The stifling temperature felt claustrophobic. Aalin tugged at her blouse, pulling the damp fabric away from her chest hard enough to pop off two buttons, then pushing its sides further apart. She fanned her face with a hand. Panic threatened. The speed of her breathing increased.

"You shouldn't run off like that," John scolded, now standing at her side. His gaze raked her head to toe. Trying and failing to keep urgency out of his voice, he asked, "What do you need?"

"Fresh air," she gulped in a tone near begging. Multi-colored lights danced in her vision. She shivered despite the heat. Dizziness left her teetering. One hand pressed tightly against an ear, too hard, leaving bruising red marks where fingertips bored into temple and cheek, but the agonizing roar drowning all other sounds continued. Her skin crawled as if covered in marching ants and her other hand frantically clawed at the phantom insects.

John crooked his arm. She clung to it, grateful for support. He gestured at Pike, motioning him over.

While making their way to the open French doors at the far end of the room, not yet half-way there, Aalin fainted. John caught her body before it hit the floor.
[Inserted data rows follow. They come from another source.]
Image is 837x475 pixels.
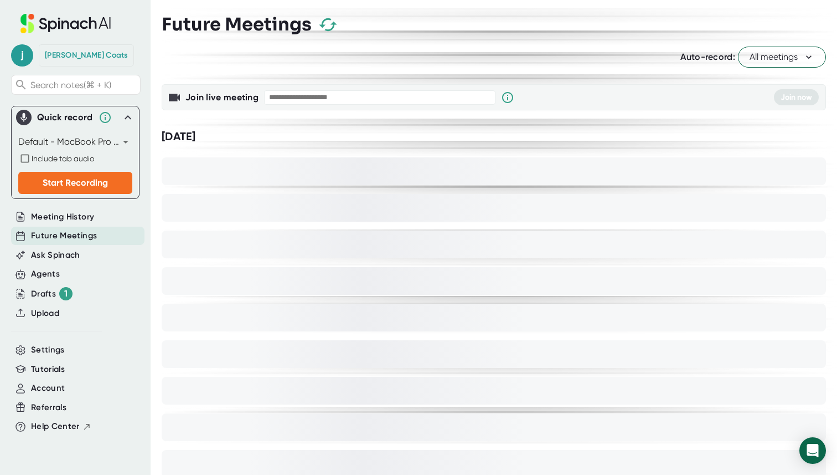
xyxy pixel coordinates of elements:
[31,401,66,414] button: Referrals
[31,249,80,261] button: Ask Spinach
[31,287,73,300] button: Drafts 1
[59,287,73,300] div: 1
[681,52,736,62] span: Auto-record:
[18,133,132,151] div: Default - MacBook Pro Microphone (Built-in)
[31,268,60,280] button: Agents
[162,130,826,143] div: [DATE]
[774,89,819,105] button: Join now
[186,92,259,102] b: Join live meeting
[18,172,132,194] button: Start Recording
[11,44,33,66] span: j
[781,92,812,102] span: Join now
[31,343,65,356] button: Settings
[31,287,73,300] div: Drafts
[43,177,108,188] span: Start Recording
[31,382,65,394] button: Account
[45,50,128,60] div: Justin Coats
[738,47,826,68] button: All meetings
[31,307,59,320] button: Upload
[32,154,94,163] span: Include tab audio
[31,420,80,433] span: Help Center
[800,437,826,464] div: Open Intercom Messenger
[31,210,94,223] button: Meeting History
[30,80,111,90] span: Search notes (⌘ + K)
[750,50,815,64] span: All meetings
[16,106,135,128] div: Quick record
[31,229,97,242] button: Future Meetings
[31,420,91,433] button: Help Center
[31,363,65,376] button: Tutorials
[162,14,312,35] h3: Future Meetings
[37,112,93,123] div: Quick record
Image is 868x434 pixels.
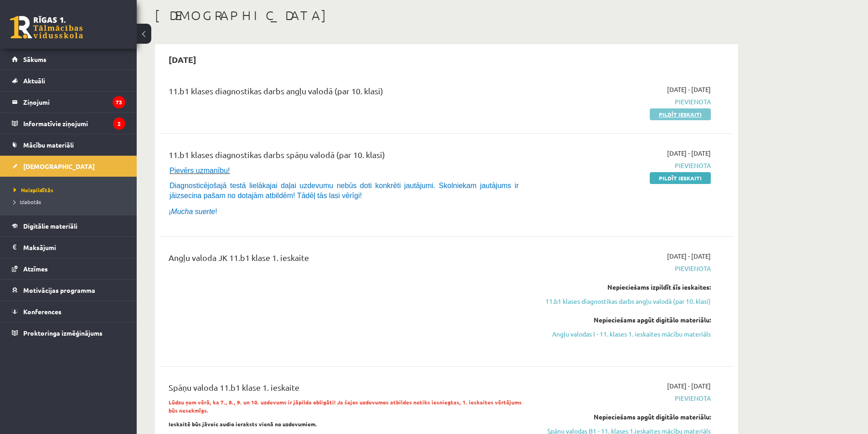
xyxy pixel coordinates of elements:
span: Proktoringa izmēģinājums [24,329,103,337]
div: 11.b1 klases diagnostikas darbs spāņu valodā (par 10. klasi) [169,148,525,165]
a: Pildīt ieskaiti [650,108,711,120]
i: 2 [113,118,126,130]
div: Nepieciešams izpildīt šīs ieskaites: [539,282,711,292]
a: Proktoringa izmēģinājums [12,322,126,343]
a: Sākums [12,49,126,70]
span: Atzīmes [24,265,48,273]
a: Atzīmes [12,258,126,279]
a: Informatīvie ziņojumi2 [12,113,126,134]
a: Digitālie materiāli [12,216,126,237]
span: [DATE] - [DATE] [667,148,711,158]
span: Izlabotās [14,198,41,205]
a: Konferences [12,301,126,322]
i: 73 [113,96,126,108]
span: [DEMOGRAPHIC_DATA] [24,162,95,171]
a: [DEMOGRAPHIC_DATA] [12,156,126,176]
div: Spāņu valoda 11.b1 klase 1. ieskaite [169,381,525,398]
span: Aktuāli [24,76,45,85]
div: Angļu valoda JK 11.b1 klase 1. ieskaite [169,252,525,268]
a: Mācību materiāli [12,135,126,156]
a: Maksājumi [12,237,126,258]
a: Rīgas 1. Tālmācības vidusskola [10,16,83,39]
span: Digitālie materiāli [24,222,77,230]
div: 11.b1 klases diagnostikas darbs angļu valodā (par 10. klasi) [169,85,525,101]
span: [DATE] - [DATE] [667,252,711,261]
a: Motivācijas programma [12,280,126,301]
span: Motivācijas programma [24,286,95,294]
a: Neizpildītās [14,186,128,194]
span: Sākums [24,55,46,63]
legend: Informatīvie ziņojumi [24,113,126,134]
div: Nepieciešams apgūt digitālo materiālu: [539,315,711,325]
span: Pievienota [539,263,711,273]
a: Pildīt ieskaiti [650,172,711,184]
legend: Maksājumi [24,237,126,258]
strong: Lūdzu ņem vērā, ka 7., 8., 9. un 10. uzdevums ir jāpilda obligāti! Ja šajos uzdevumos atbildes ne... [169,399,522,414]
legend: Ziņojumi [24,92,126,112]
span: Neizpildītās [14,186,54,193]
span: Mācību materiāli [24,141,74,149]
span: Konferences [24,307,61,316]
span: Diagnosticējošajā testā lielākajai daļai uzdevumu nebūs doti konkrēti jautājumi. Skolniekam jautā... [169,182,519,199]
span: Pievienota [539,97,711,107]
h2: [DATE] [160,49,205,70]
a: Ziņojumi73 [12,92,126,112]
span: Pievienota [539,393,711,403]
a: Izlabotās [14,197,128,206]
span: Pievienota [539,161,711,171]
span: [DATE] - [DATE] [667,85,711,94]
i: Mucha suerte [171,208,215,216]
div: Nepieciešams apgūt digitālo materiālu: [539,412,711,422]
strong: Ieskaitē būs jāveic audio ieraksts vienā no uzdevumiem. [169,420,317,427]
span: Pievērs uzmanību! [169,167,230,175]
a: Aktuāli [12,70,126,91]
h1: [DEMOGRAPHIC_DATA] [155,8,738,24]
a: Angļu valodas I - 11. klases 1. ieskaites mācību materiāls [539,329,711,339]
span: ¡ ! [169,208,217,216]
span: [DATE] - [DATE] [667,381,711,391]
a: 11.b1 klases diagnostikas darbs angļu valodā (par 10. klasi) [539,297,711,306]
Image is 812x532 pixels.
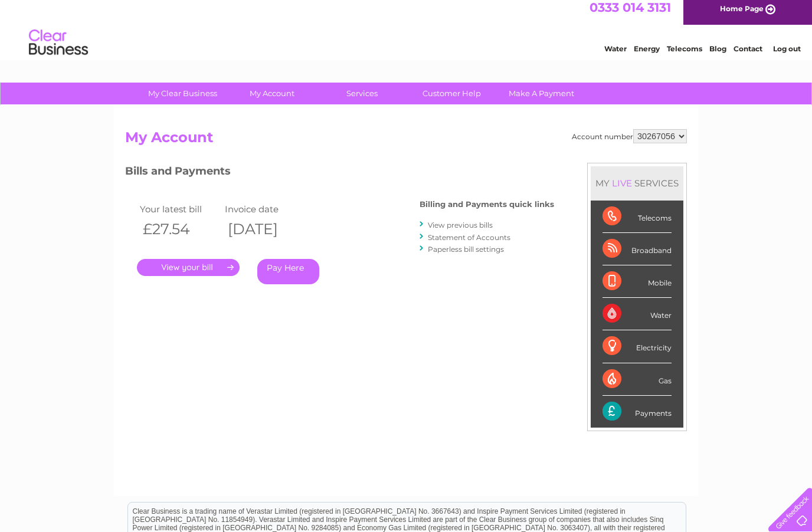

A second later Pike kneeled at her side, communicator in hand. When he spoke his voice carried over the now hushed room in a steely tone, "Drop the blocking shield or Enterprise will drill through it." Without pausing he ordered his bridge crew, "Prepare for emergency transport. One directly to Sickbay. Then two immediately following to the main transporter room. Tell Kyle to have a turbolift standing by."

John gently laid Aalin onto the ground and cleared a three-foot perimeter around her insistently shooing away bystanders crowding in. Pike hesitated, deeply reluctant to leave her, then stood and moved away as well, just enough for clearing the required beaming radius.

Ablick issued his own orders. "Do it. Turn off the shield. No arguments." As one set of aides scurried, he barked to another, "Once their transport is complete and confirmation received, reengage the shield and seal the room. No one leaves until it is determined if a virological agent is involved. Call for reinforcements. Put planetary defenses on stand-by alert." As Aalin dematerialized, he reached Pike's side and quietly said, "If an agent wanted to disrupt the talks between Varia and the Federation …"

"Eliminating our translator is the most effective way," Pike finished. "See to your house."

"Yes. You as well," Ablick replied. "Please keep me informed of her condition."

Pike nodded then instructed his crew, "Energize. Raise shields. Tell Isak and Number One to meet us in Sickbay."